In The Frog King, collected by the Brothers Grimm, there’s this small but powerful scene I’ve always remembered. It’s about the prince’s faithful servant, Heinrich—often called Eiserner Heinrich, or Iron Heinrich. When his beloved master was turned into a frog, Heinrich was so heartbroken that he had three iron bands fastened around his heart, just to keep it from breaking.
Later, when the prince is restored to his human form and rides off with his bride, Heinrich drives the carriage. But along the way, the prince keeps hearing loud cracking sounds. He turns around and calls out, “Heinrich, der Wagen bricht!”—“Heinrich, the carriage is breaking!”
But Heinrich answers, “No, my lord. It’s not the carriage—it’s the bands around my heart snapping open.”

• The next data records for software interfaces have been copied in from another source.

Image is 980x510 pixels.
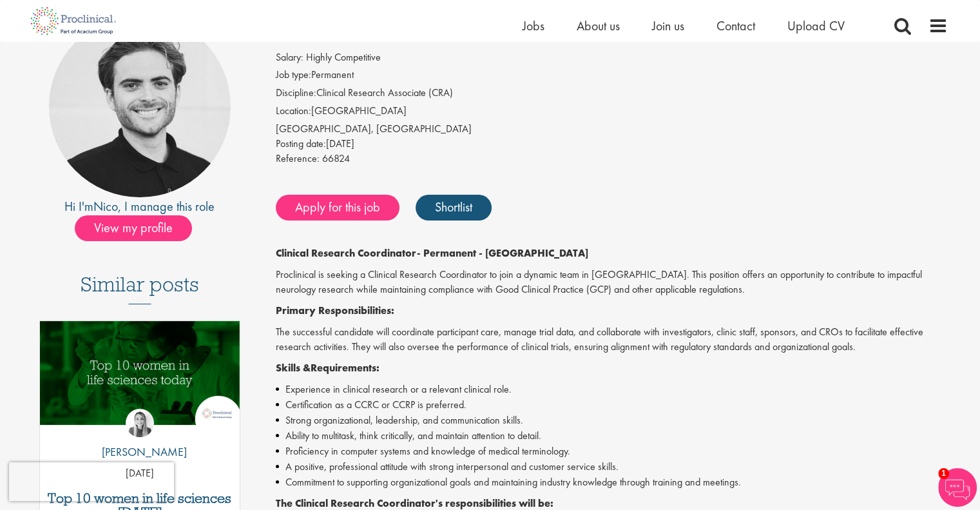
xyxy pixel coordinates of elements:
a: Link to a post [40,321,240,435]
a: View my profile [75,218,205,234]
strong: Primary Responsibilities: [276,303,394,317]
li: Clinical Research Associate (CRA) [276,86,948,104]
strong: Requirements: [310,361,379,375]
img: Hannah Burke [126,409,154,437]
div: [DATE] [276,137,948,151]
strong: - Permanent - [GEOGRAPHIC_DATA] [417,246,588,260]
strong: Clinical Research Coordinator [276,246,417,260]
strong: The Clinical Research Coordinator's responsibilities will be: [276,496,553,510]
li: Strong organizational, leadership, and communication skills. [276,412,948,428]
li: A positive, professional attitude with strong interpersonal and customer service skills. [276,459,948,474]
img: Chatbot [938,467,977,507]
li: [GEOGRAPHIC_DATA] [276,104,948,122]
span: 1 [938,467,949,479]
a: Apply for this job [276,195,400,220]
span: Posting date: [276,137,326,150]
iframe: reCAPTCHA [9,462,174,501]
span: 66824 [322,151,349,165]
a: Contact [716,17,755,34]
strong: Skills & [276,361,310,375]
p: Proclinical is seeking a Clinical Research Coordinator to join a dynamic team in [GEOGRAPHIC_DATA... [276,267,948,297]
p: The successful candidate will coordinate participant care, manage trial data, and collaborate wit... [276,324,948,354]
label: Job type: [276,68,311,82]
div: Hi I'm , I manage this role [33,197,248,216]
img: Top 10 women in life sciences today [40,321,240,425]
li: Ability to multitask, think critically, and maintain attention to detail. [276,428,948,443]
li: Commitment to supporting organizational goals and maintaining industry knowledge through training... [276,474,948,490]
li: Permanent [276,68,948,86]
a: Shortlist [416,195,492,220]
a: Upload CV [787,17,845,34]
li: Certification as a CCRC or CCRP is preferred. [276,397,948,412]
a: Nico [93,198,118,215]
li: Proficiency in computer systems and knowledge of medical terminology. [276,443,948,459]
a: Hannah Burke [PERSON_NAME] [92,409,187,467]
a: Jobs [522,17,544,34]
p: [PERSON_NAME] [92,443,187,460]
label: Reference: [276,151,319,166]
a: About us [577,17,619,34]
div: [GEOGRAPHIC_DATA], [GEOGRAPHIC_DATA] [276,122,948,137]
span: View my profile [75,215,192,241]
span: Highly Competitive [306,50,381,63]
img: imeage of recruiter Nico Kohlwes [49,15,231,197]
label: Location: [276,104,311,119]
li: Experience in clinical research or a relevant clinical role. [276,382,948,397]
h3: Similar posts [80,273,199,304]
label: Salary: [276,50,303,65]
a: Join us [652,17,684,34]
label: Discipline: [276,86,316,100]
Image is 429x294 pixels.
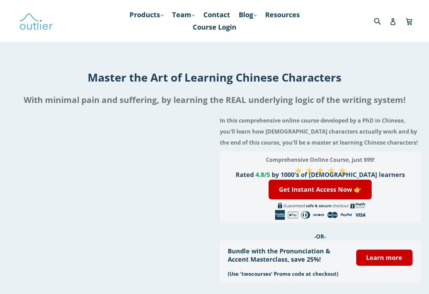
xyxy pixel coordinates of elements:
a: Products [126,9,167,21]
a: Learn more [356,249,413,265]
a: Team [169,9,198,21]
span: by 1000's of [DEMOGRAPHIC_DATA] learners [272,170,405,178]
a: Resources [262,9,303,21]
h4: In this comprehensive online course developed by a PhD in Chinese, you'll learn how [DEMOGRAPHIC_... [220,115,421,148]
a: Blog [235,9,260,21]
span: Rated [236,170,254,178]
h3: (Use 'twocourses' Promo code at checkout) [228,270,346,277]
h3: Bundle with the Pronunciation & Accent Masterclass, save 25%! [228,246,346,263]
span: ★ ★ ★ ★ ★ [294,163,347,176]
input: Search [373,14,391,28]
a: Contact [200,9,234,21]
iframe: Embedded Youtube Video [9,111,210,224]
h3: Comprehensive Online Course, just $99! [228,154,413,165]
a: Course Login [189,21,240,33]
span: 4.8/5 [256,170,270,178]
a: Get Instant Access Now 👉 [269,179,372,199]
span: -OR- [314,232,326,240]
img: Outlier Linguistics [19,11,53,31]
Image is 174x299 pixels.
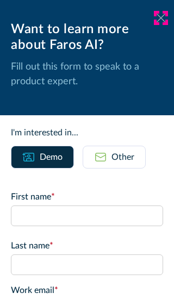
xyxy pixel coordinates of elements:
div: Other [111,150,134,163]
label: Work email [11,283,163,296]
div: Want to learn more about Faros AI? [11,22,163,53]
div: Demo [40,150,62,163]
p: Fill out this form to speak to a product expert. [11,60,163,89]
label: Last name [11,239,163,252]
label: First name [11,190,163,203]
div: I'm interested in... [11,126,163,139]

Fairy tales like this carry powerful truths about our soul’s journey. Like this image of a heart bound by iron bands has come alive for me once again.
Sometimes, we try to hold our hearts together when the grief feels too overwhelming. While this might protect our hearts, it can also hold them hostage. Heinrich’s iron bands were his way of bracing against sorrow—of keeping it all in.

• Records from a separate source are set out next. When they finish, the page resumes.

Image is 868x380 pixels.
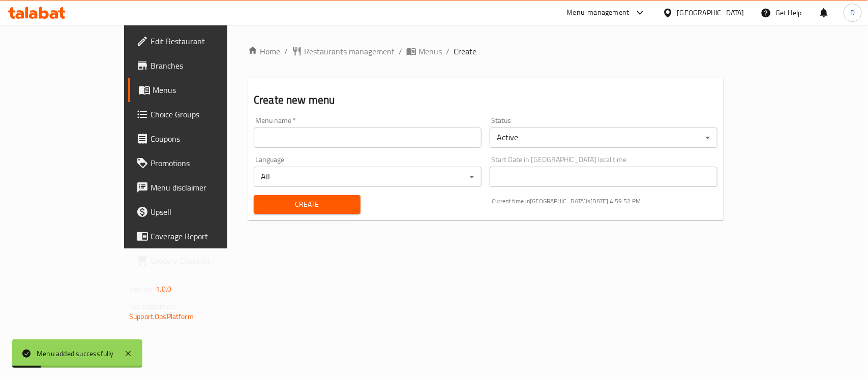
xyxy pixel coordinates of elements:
button: Create [253,195,361,214]
div: [GEOGRAPHIC_DATA] [677,7,744,18]
span: D [850,7,854,18]
span: Edit Restaurant [151,35,261,47]
a: Support.OpsPlatform [129,310,194,323]
a: Choice Groups [128,102,269,126]
div: All [253,166,482,187]
span: Restaurants management [304,45,395,58]
li: / [446,45,450,58]
a: Grocery Checklist [128,249,269,273]
div: Menu added successfully [37,348,114,359]
li: / [285,45,288,58]
a: Branches [128,53,269,78]
span: Create [262,198,352,211]
p: Current time in [GEOGRAPHIC_DATA] is [DATE] 4:59:52 PM [491,197,717,206]
a: Coverage Report [128,224,269,249]
span: Get support on: [129,299,176,313]
nav: breadcrumb [247,45,723,58]
a: Menu disclaimer [128,176,269,200]
span: Menus [418,45,442,58]
span: Create [453,45,476,58]
span: Menus [152,84,261,96]
span: Branches [151,59,261,71]
a: Promotions [128,150,269,176]
a: Menus [406,45,442,58]
span: 1.0.0 [155,283,171,296]
input: Please enter Menu name [253,128,482,147]
span: Coverage Report [151,230,261,242]
li: / [399,45,402,58]
div: Active [489,128,717,147]
span: Coupons [151,132,261,144]
span: Choice Groups [151,108,261,120]
span: Upsell [151,206,261,218]
div: Menu-management [567,7,629,19]
span: Promotions [151,157,261,169]
span: Menu disclaimer [151,182,261,194]
a: Upsell [128,200,269,224]
a: Edit Restaurant [128,29,269,53]
h2: Create new menu [253,93,717,108]
a: Restaurants management [292,45,395,58]
a: Menus [128,78,269,102]
span: Version: [129,283,154,296]
span: Grocery Checklist [151,255,261,267]
a: Coupons [128,126,269,150]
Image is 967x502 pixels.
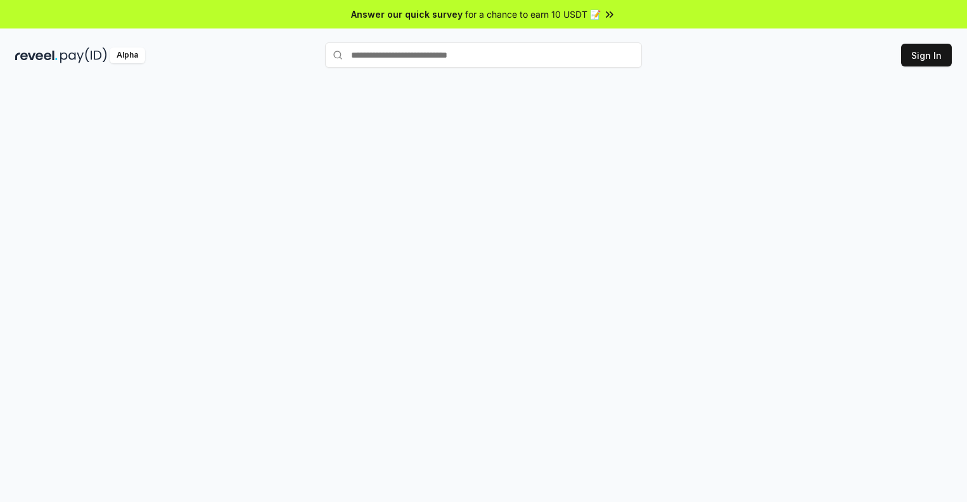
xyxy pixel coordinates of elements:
[110,48,145,63] div: Alpha
[351,8,462,21] span: Answer our quick survey
[60,48,107,63] img: pay_id
[465,8,601,21] span: for a chance to earn 10 USDT 📝
[15,48,58,63] img: reveel_dark
[901,44,952,67] button: Sign In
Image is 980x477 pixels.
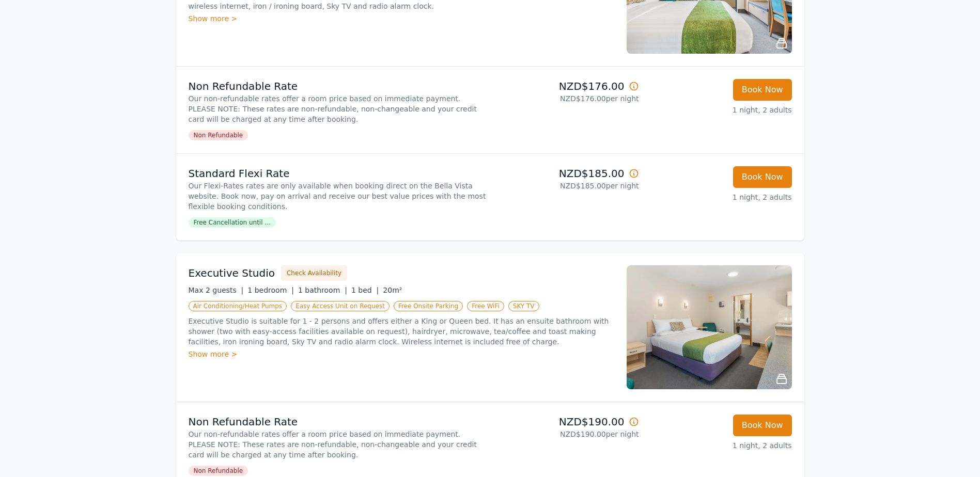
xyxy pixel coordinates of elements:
[291,301,390,311] span: Easy Access Unit on Request
[647,192,792,202] p: 1 night, 2 adults
[189,286,244,294] span: Max 2 guests |
[494,181,639,191] p: NZD$185.00 per night
[189,429,486,460] p: Our non-refundable rates offer a room price based on immediate payment. PLEASE NOTE: These rates ...
[494,166,639,181] p: NZD$185.00
[494,79,639,93] p: NZD$176.00
[189,414,486,429] p: Non Refundable Rate
[189,466,248,475] span: Non Refundable
[494,414,639,429] p: NZD$190.00
[393,301,463,311] span: Free Onsite Parking
[647,440,792,450] p: 1 night, 2 adults
[733,414,792,436] button: Book Now
[281,266,347,281] button: Check Availability
[189,316,614,346] p: Executive Studio is suitable for 1 - 2 persons and offers either a King or Queen bed. It has an e...
[383,286,402,294] span: 20m²
[733,166,792,188] button: Book Now
[467,301,504,311] span: Free WiFi
[298,286,347,294] span: 1 bathroom |
[508,301,539,311] span: SKY TV
[189,301,287,311] span: Air Conditioning/Heat Pumps
[733,79,792,101] button: Book Now
[494,93,639,104] p: NZD$176.00 per night
[189,130,248,140] span: Non Refundable
[189,349,614,359] div: Show more >
[189,266,275,280] h3: Executive Studio
[189,166,486,181] p: Standard Flexi Rate
[189,218,276,227] span: Free Cancellation until ...
[189,93,486,124] p: Our non-refundable rates offer a room price based on immediate payment. PLEASE NOTE: These rates ...
[189,79,486,93] p: Non Refundable Rate
[247,286,294,294] span: 1 bedroom |
[189,181,486,211] p: Our Flexi-Rates rates are only available when booking direct on the Bella Vista website. Book now...
[494,429,639,439] p: NZD$190.00 per night
[647,105,792,115] p: 1 night, 2 adults
[189,14,614,24] div: Show more >
[351,286,379,294] span: 1 bed |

But when healing comes, when the impossible turns around, the heart begins to release. And those old bands? They break.
Maybe you’ve felt that too—that tightness in your chest when emotions are too much to carry, or the strange relief when something begins to soften. Like Heinrich, many of us carry invisible grief. But sometimes, when we open up a little, we get to feel the snap of those old bindings loosening—and with it, a glimpse of healing.

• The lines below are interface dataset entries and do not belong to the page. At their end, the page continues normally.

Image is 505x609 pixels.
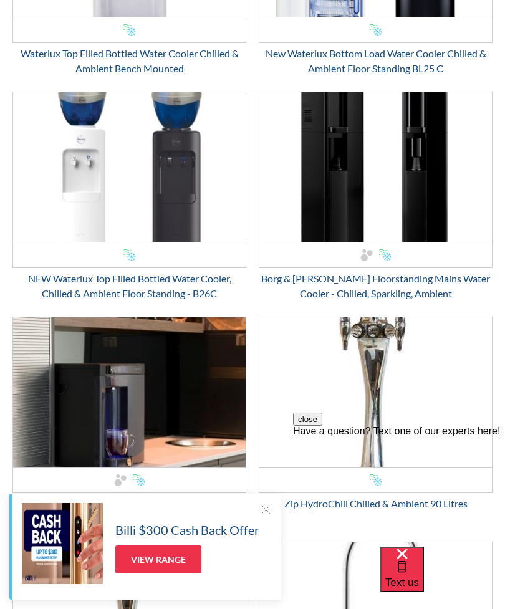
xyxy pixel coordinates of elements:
[13,317,246,467] img: Borg & Overstrom Benchtop Mains Water Cooler - Chilled, Sparkling, Ambient
[13,92,246,242] img: NEW Waterlux Top Filled Bottled Water Cooler, Chilled & Ambient Floor Standing - B26C
[259,317,493,511] a: Zip HydroChill Chilled & Ambient 90 LitresZip HydroChill Chilled & Ambient 90 Litres
[259,92,492,242] img: Borg & Overstrom Floorstanding Mains Water Cooler - Chilled, Sparkling, Ambient
[12,92,246,301] a: NEW Waterlux Top Filled Bottled Water Cooler, Chilled & Ambient Floor Standing - B26CNEW Waterlux...
[12,271,246,301] div: NEW Waterlux Top Filled Bottled Water Cooler, Chilled & Ambient Floor Standing - B26C
[12,46,246,76] div: Waterlux Top Filled Bottled Water Cooler Chilled & Ambient Bench Mounted
[115,521,259,540] h5: Billi $300 Cash Back Offer
[259,92,493,301] a: Borg & Overstrom Floorstanding Mains Water Cooler - Chilled, Sparkling, AmbientBorg & [PERSON_NAM...
[293,413,505,563] iframe: podium webchat widget prompt
[22,503,103,584] img: Billi $300 Cash Back Offer
[12,317,246,526] a: Borg & Overstrom Benchtop Mains Water Cooler - Chilled, Sparkling, AmbientBorg & [PERSON_NAME] Be...
[259,317,492,467] img: Zip HydroChill Chilled & Ambient 90 Litres
[380,547,505,609] iframe: podium webchat widget bubble
[259,46,493,76] div: New Waterlux Bottom Load Water Cooler Chilled & Ambient Floor Standing BL25 C
[259,271,493,301] div: Borg & [PERSON_NAME] Floorstanding Mains Water Cooler - Chilled, Sparkling, Ambient
[115,546,201,574] a: View Range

And friends, what is true for the individual soul is true for the collective soul as well.
There is hope. Always.
A Blessing for the Chained Heart
May the gentle force of healing
embrace your heart,
lightening the chains that bind it.
May each loosening band remind you
that every experience lived
is a gracious part of your life’s journey.May each release bring you
peace—deep and whole—
so you can see what awaits you
at your heart’s depth.May your heartache become the seed
of new beginnings,
where both grief and joy mingle,
unbound and free.
With great love, Almut
PS: If you can, leave a heart, a word or a line which resonated with you, a comment or a question in the comments, so we know you have been here :-)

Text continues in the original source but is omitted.